Since I picked up this little book, Myth and Christianity: An Inquiry into the Possibility of Religion Without Myth, I keep picking it up. I like to read the first few pages of a new book just to get some bearings on it, well when you start a book that has the first article coming out punching the other guy - I feel bad, but I want to keep reading. So with Volf out of the way this little text has risen up to supplant whatever was next on my reading list, Doh!
But something is bugging me about Karl Jasper's position. I think it is the fatal flaw of enlightnement philosophy. He seems to have constructed God in the image of his own suppositions and I think his thinking is reinforced by an Anselmian ontological proof, though he hasn't outright said this, I see Anselm's 'proof' as a basis for Kasper's vision of God. So this causes Jasper to insist on two things that do not square - the absence of the supernatural and the existance of God.
Now I do get that he is working within a framework of reason to accomplish his task, and he seems to get things right, but every right answer leaves me saying 'but, but..' because it misses the whole dimension of revelation. Knowledge of God seems to be something Jasper's believe you acquire through reason alone. Yet the process of reasoning our way to God often neuters god, indeed despite Jasper's claims that God is that "which no myth can fully express for it surpasses them all" (p.17) still leaves us unconvinced. Especially when preceeded by a bold statement like, "A corpse cannot come to life and rise from the grave." (p.17).
I think this neutered image of God, who is restricted to the realm of thought is a useless god who cannot act on behalf of the poor, needy and oppressed. This thinking flaws his desire to restore a mythical language to Christianity, even though that is a project I admire. This flaw affects his brilliant observations on the function of myth in religion (see his observation of how we derive strenght from the bible on page 20). It causes them to stall just short of the prize. I read them and feel a 'yeah, but' deep inside me. Not that I disagree with him, just I feel like something is missing. Maybe it is just the philosopher's god I am troubled with, but if his jabs at Bultmann are at all justified I fear I might have the same battle with him defence.
It is a short book and I've only really just begun, and both are authors I've wanted to be exposed to. Especially since I am already convinced of the power of myth in religion, even the necessity of myth. I would agree with Jasper's critique of a utilitarian use of literalness (p.19), but I don't want to throw the baby out with the bathwater.
Karl Jaspers & Rudolf Bultmann, Myth and Christianity: An Inquiry into the Possibility of Religion without Myth, trans Norbert Guterman, Noonday Press: 1971.
2 comments:
Knowledge of God seems to be something Jasper's believe you acquire through reason alone.
The human mind can (and has) come up with all sorts of imagined gods. Our reasoning is so fallen. Thank God He has revealed Himself.
Hey Hosea, I am not sure I buy that our reason is completely unredeemable, or even completely distorted by the fall. To run that line of logic leads us dangerously close to anti-intellectualism which is a problem in the contemporary Church. But the exclusive reliance on reason is a problem because reason, in Jasper's case reason is restricted by a Kantian worldview and a cultural distrust of knowledge gained from means other than reason.
So for Jasper the myth is a construct that is geared exclusively, if I am reading him right, to engage with reason in a way that shapes us are moral agents in society. I think that definitely Christianity has a moralizing aspect, but Christianity isn't merely about making good people, it is about instilling an eschatological hope that forms a people.
My main complaint is that Jasper de-spiritualizes the divine and ends up with a weak parody of god. Unable to act beyond the confines of the "laws of nature". A god who is reasonable and behaves in a reasonable and predictable fashion. This is exactly the kind of fallacy about God that the book of Job is written to address. God is not some responsive agent that we can cause to act in beneficial ways by our "good" efforts. In fact the Celts have the best way of looking at it, as they saw God as wildly unpredictable and creative (hence the wild goose as a symbol of God).
So revelation isn't the issue, it is how we are willing to mediate that revelation. And as humans we always mediate revelation. I'm just not impressed with Jasper's mediation.
Thanks for the comment, I hope that clarifies my argument against Jasper.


→ **Description of the task**
Your response should contain every line from the data below that holds the string "Last".

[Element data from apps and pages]
——

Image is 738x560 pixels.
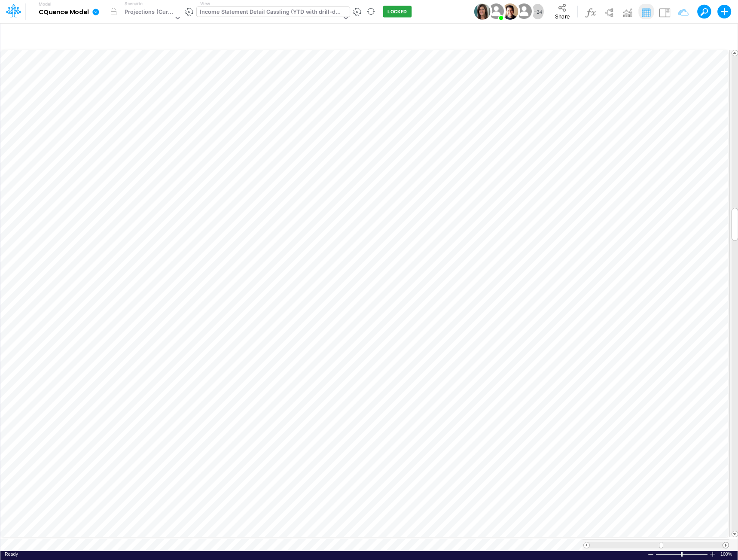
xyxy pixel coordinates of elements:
[655,551,709,558] div: Zoom
[555,13,570,19] span: Share
[548,1,577,22] button: Share
[647,552,655,558] div: Zoom Out
[125,8,173,18] div: Projections (Current)
[200,1,210,7] label: View
[720,551,733,558] span: 100%
[8,27,550,45] input: Type a title here
[200,8,341,18] div: Income Statement Detail Cassling (YTD with drill-down)
[383,6,412,18] button: LOCKED
[487,2,506,21] img: User Image Icon
[514,2,534,21] img: User Image Icon
[5,552,18,557] span: Ready
[38,9,89,16] b: CQuence Model
[720,551,733,558] div: Zoom level
[534,9,542,14] span: + 24
[681,553,683,557] div: Zoom
[5,551,18,558] div: In Ready mode
[709,551,716,558] div: Zoom In
[474,3,490,20] img: User Image Icon
[38,2,51,7] label: Model
[502,3,518,20] img: User Image Icon
[125,1,143,7] label: Scenario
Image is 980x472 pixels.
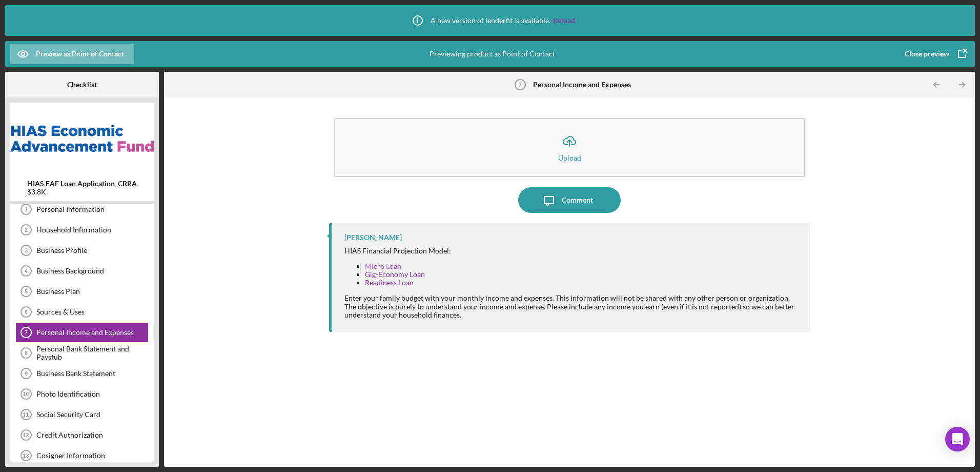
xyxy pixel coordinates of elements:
[36,390,148,398] div: Photo Identification
[905,44,949,64] div: Close preview
[430,41,555,66] div: Previewing product as Point of Contact
[365,270,425,278] a: Gig-Economy Loan
[518,81,522,88] tspan: 7
[25,309,28,315] tspan: 6
[558,154,581,162] div: Upload
[365,278,413,286] a: Readiness Loan
[22,411,29,418] tspan: 11
[36,287,148,296] div: Business Plan
[553,16,575,25] a: Reload
[36,226,148,234] div: Household Information
[36,410,148,419] div: Social Security Card
[67,80,97,89] b: Checklist
[36,267,148,275] div: Business Background
[25,350,28,356] tspan: 8
[334,118,804,177] button: Upload
[894,44,974,64] button: Close preview
[25,206,28,213] tspan: 1
[27,188,137,196] div: $3.8K
[36,451,148,460] div: Cosigner Information
[22,452,29,459] tspan: 13
[25,268,28,274] tspan: 4
[36,345,148,361] div: Personal Bank Statement and Paystub
[405,7,575,34] div: A new version of lenderfit is available.
[533,80,631,89] b: Personal Income and Expenses
[22,432,29,438] tspan: 12
[36,369,148,378] div: Business Bank Statement
[36,44,124,64] div: Preview as Point of Contact
[27,180,137,188] b: HIAS EAF Loan Application_CRRA
[36,328,148,337] div: Personal Income and Expenses
[25,227,28,233] tspan: 2
[22,391,29,397] tspan: 10
[10,108,153,169] img: Product logo
[36,308,148,316] div: Sources & Uses
[518,187,621,213] button: Comment
[344,294,799,318] div: Enter your family budget with your monthly income and expenses. This information will not be shar...
[365,262,401,270] a: Micro Loan
[25,370,28,377] tspan: 9
[25,329,28,336] tspan: 7
[344,233,402,241] div: [PERSON_NAME]
[945,427,969,451] div: Open Intercom Messenger
[25,288,28,295] tspan: 5
[36,431,148,439] div: Credit Authorization
[344,247,799,255] div: HIAS Financial Projection Model:
[36,205,148,213] div: Personal Information
[562,187,593,213] div: Comment
[25,247,28,254] tspan: 3
[36,246,148,254] div: Business Profile
[10,44,134,64] button: Preview as Point of Contact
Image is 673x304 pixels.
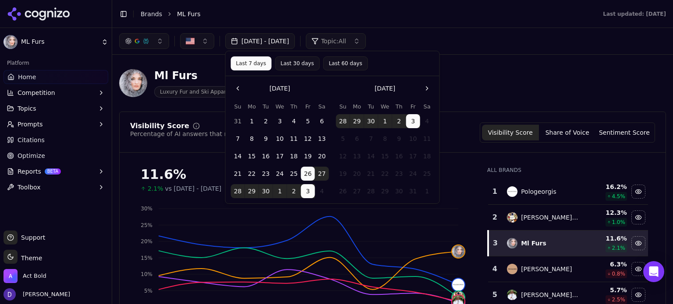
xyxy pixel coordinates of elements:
[141,272,152,278] tspan: 10%
[488,231,648,257] tr: 3ml fursMl Furs11.6%2.1%Hide ml furs data
[378,103,392,111] th: Wednesday
[4,35,18,49] img: ML Furs
[631,237,645,251] button: Hide ml furs data
[603,11,666,18] div: Last updated: [DATE]
[23,273,46,280] span: Act Bold
[4,70,108,84] a: Home
[287,167,301,181] button: Thursday, September 25th, 2025
[259,103,273,111] th: Tuesday
[4,117,108,131] button: Prompts
[315,132,329,146] button: Saturday, September 13th, 2025
[165,184,222,193] span: vs [DATE] - [DATE]
[521,239,546,248] div: Ml Furs
[186,37,195,46] img: United States
[406,114,420,128] button: Today, Friday, October 3rd, 2025, selected
[612,193,625,200] span: 4.5 %
[521,213,579,222] div: [PERSON_NAME] Furs
[488,257,648,283] tr: 4yves salomon[PERSON_NAME]6.3%0.8%Hide yves salomon data
[301,103,315,111] th: Friday
[336,114,350,128] button: Sunday, September 28th, 2025, selected
[492,187,498,197] div: 1
[18,120,43,129] span: Prompts
[141,167,470,183] div: 11.6%
[275,57,319,71] button: Last 30 days
[301,184,315,198] button: Today, Friday, October 3rd, 2025, selected
[4,149,108,163] a: Optimize
[231,103,329,198] table: September 2025
[631,288,645,302] button: Hide marc kaufman furs data
[507,187,517,197] img: pologeorgis
[231,184,245,198] button: Sunday, September 28th, 2025, selected
[586,286,627,295] div: 5.7 %
[18,255,42,262] span: Theme
[364,114,378,128] button: Tuesday, September 30th, 2025, selected
[488,179,648,205] tr: 1pologeorgisPologeorgis16.2%4.5%Hide pologeorgis data
[301,167,315,181] button: Friday, September 26th, 2025, selected
[245,114,259,128] button: Monday, September 1st, 2025
[245,149,259,163] button: Monday, September 15th, 2025
[287,149,301,163] button: Thursday, September 18th, 2025
[612,245,625,252] span: 2.1 %
[521,265,572,274] div: [PERSON_NAME]
[273,103,287,111] th: Wednesday
[177,10,201,18] span: ML Furs
[144,288,152,294] tspan: 5%
[301,114,315,128] button: Friday, September 5th, 2025
[452,279,464,291] img: pologeorgis
[259,184,273,198] button: Tuesday, September 30th, 2025, selected
[18,73,36,81] span: Home
[631,211,645,225] button: Hide henig furs data
[507,264,517,275] img: yves salomon
[420,81,434,96] button: Go to the Next Month
[231,114,245,128] button: Sunday, August 31st, 2025
[487,167,648,174] div: All Brands
[18,136,45,145] span: Citations
[452,246,464,258] img: ml furs
[4,133,108,147] a: Citations
[350,103,364,111] th: Monday
[631,262,645,276] button: Hide yves salomon data
[231,81,245,96] button: Go to the Previous Month
[350,114,364,128] button: Monday, September 29th, 2025, selected
[21,38,98,46] span: ML Furs
[539,125,596,141] button: Share of Voice
[130,130,285,138] div: Percentage of AI answers that mention your brand
[245,103,259,111] th: Monday
[259,114,273,128] button: Tuesday, September 2nd, 2025
[631,185,645,199] button: Hide pologeorgis data
[420,103,434,111] th: Saturday
[521,188,556,196] div: Pologeorgis
[392,114,406,128] button: Thursday, October 2nd, 2025, selected
[596,125,653,141] button: Sentiment Score
[273,184,287,198] button: Wednesday, October 1st, 2025, selected
[18,104,36,113] span: Topics
[378,114,392,128] button: Wednesday, October 1st, 2025, selected
[315,103,329,111] th: Saturday
[4,102,108,116] button: Topics
[643,262,664,283] div: Open Intercom Messenger
[225,33,295,49] button: [DATE] - [DATE]
[154,69,237,83] div: Ml Furs
[141,223,152,229] tspan: 25%
[315,167,329,181] button: Saturday, September 27th, 2025, selected
[18,152,45,160] span: Optimize
[4,181,108,195] button: Toolbox
[492,212,498,223] div: 2
[612,271,625,278] span: 0.8 %
[586,183,627,191] div: 16.2 %
[507,238,517,249] img: ml furs
[482,125,539,141] button: Visibility Score
[141,11,162,18] a: Brands
[141,206,152,212] tspan: 30%
[612,219,625,226] span: 1.0 %
[273,114,287,128] button: Wednesday, September 3rd, 2025
[287,114,301,128] button: Thursday, September 4th, 2025
[4,165,108,179] button: ReportsBETA
[287,184,301,198] button: Thursday, October 2nd, 2025, selected
[130,123,189,130] div: Visibility Score
[273,132,287,146] button: Wednesday, September 10th, 2025
[18,88,55,97] span: Competition
[287,103,301,111] th: Thursday
[392,103,406,111] th: Thursday
[231,103,245,111] th: Sunday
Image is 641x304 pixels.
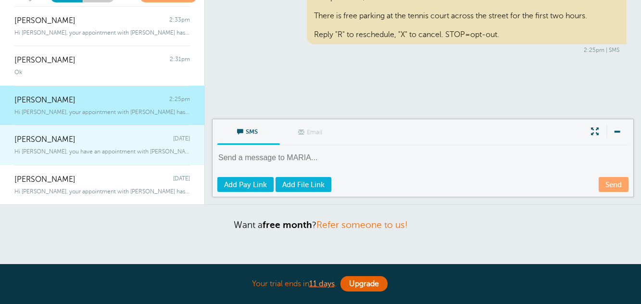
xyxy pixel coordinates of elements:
[14,16,76,25] span: [PERSON_NAME]
[14,56,76,65] span: [PERSON_NAME]
[263,220,312,230] strong: free month
[14,148,190,155] span: Hi [PERSON_NAME], you have an appointment with [PERSON_NAME] [DATE] at 12:00p
[173,135,190,144] span: [DATE]
[282,181,325,189] span: Add File Link
[173,175,190,184] span: [DATE]
[14,135,76,144] span: [PERSON_NAME]
[80,274,561,294] div: Your trial ends in .
[280,120,342,145] label: This customer does not have an email address.
[225,119,273,142] span: SMS
[316,220,408,230] a: Refer someone to us!
[169,96,190,105] span: 2:25pm
[217,177,274,192] a: Add Pay Link
[276,177,331,192] a: Add File Link
[170,56,190,65] span: 2:31pm
[341,276,388,291] a: Upgrade
[599,177,629,192] a: Send
[14,188,190,195] span: Hi [PERSON_NAME], your appointment with [PERSON_NAME] has been scheduled for
[14,109,190,115] span: Hi [PERSON_NAME], your appointment with [PERSON_NAME] has been scheduled for 3:00pm
[287,120,335,143] span: Email
[169,16,190,25] span: 2:33pm
[14,29,190,36] span: Hi [PERSON_NAME], your appointment with [PERSON_NAME] has been scheduled for 2:0
[227,47,619,53] div: 2:25pm | SMS
[14,69,22,76] span: Ok
[309,279,335,288] a: 11 days
[14,175,76,184] span: [PERSON_NAME]
[224,181,267,189] span: Add Pay Link
[14,96,76,105] span: [PERSON_NAME]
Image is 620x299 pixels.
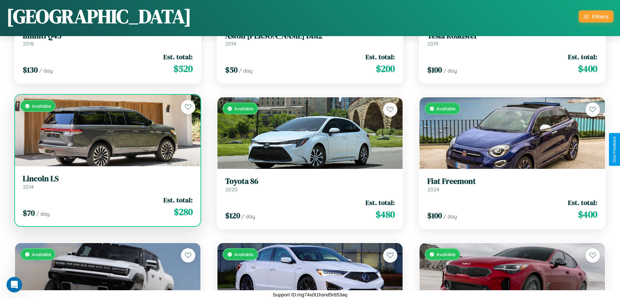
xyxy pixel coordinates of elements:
p: Support ID: mg74x0t1hsnd5r653aq [273,291,348,299]
span: $ 50 [225,64,238,75]
a: Toyota 862020 [225,177,395,193]
div: Give Feedback [613,136,617,163]
span: / day [39,67,53,74]
span: Available [32,103,51,109]
span: / day [444,213,457,220]
span: 2014 [23,184,34,190]
span: $ 200 [376,62,395,75]
div: Filters [592,13,609,20]
h3: Fiat Freemont [428,177,598,186]
span: Available [234,106,254,111]
button: Filters [579,10,614,22]
span: / day [36,211,50,217]
span: Available [32,252,51,257]
h3: Aston [PERSON_NAME] DB12 [225,31,395,41]
span: Est. total: [163,195,193,205]
span: $ 280 [174,206,193,219]
h3: Toyota 86 [225,177,395,186]
span: / day [239,67,253,74]
span: $ 120 [225,210,240,221]
span: Est. total: [163,52,193,62]
span: 2014 [225,40,236,47]
span: / day [242,213,255,220]
span: Est. total: [568,52,598,62]
span: $ 520 [174,62,193,75]
span: Est. total: [366,198,395,207]
span: $ 70 [23,208,35,219]
span: $ 400 [578,208,598,221]
span: 2018 [23,40,34,47]
span: / day [444,67,457,74]
iframe: Intercom live chat [7,277,22,293]
span: 2019 [428,40,439,47]
span: $ 480 [376,208,395,221]
span: Available [437,106,456,111]
h1: [GEOGRAPHIC_DATA] [7,3,192,30]
span: $ 130 [23,64,38,75]
span: Est. total: [568,198,598,207]
span: Est. total: [366,52,395,62]
span: $ 100 [428,210,442,221]
span: 2020 [225,186,238,193]
h3: Lincoln LS [23,174,193,184]
a: Tesla Roadster2019 [428,31,598,47]
span: 2024 [428,186,440,193]
span: Available [234,252,254,257]
span: $ 400 [578,62,598,75]
span: $ 100 [428,64,442,75]
a: Lincoln LS2014 [23,174,193,190]
span: Available [437,252,456,257]
a: Fiat Freemont2024 [428,177,598,193]
a: Infiniti Q452018 [23,31,193,47]
a: Aston [PERSON_NAME] DB122014 [225,31,395,47]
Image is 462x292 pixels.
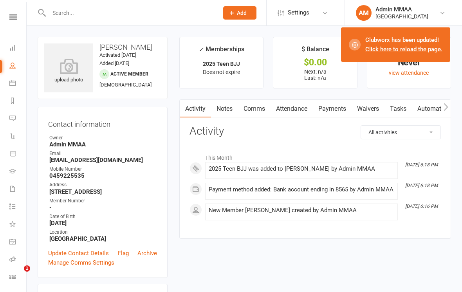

——

→ **Result of the task**
[603,11,666,18] div: Last updated: [DATE]
[275,57,319,71] button: Last 30 days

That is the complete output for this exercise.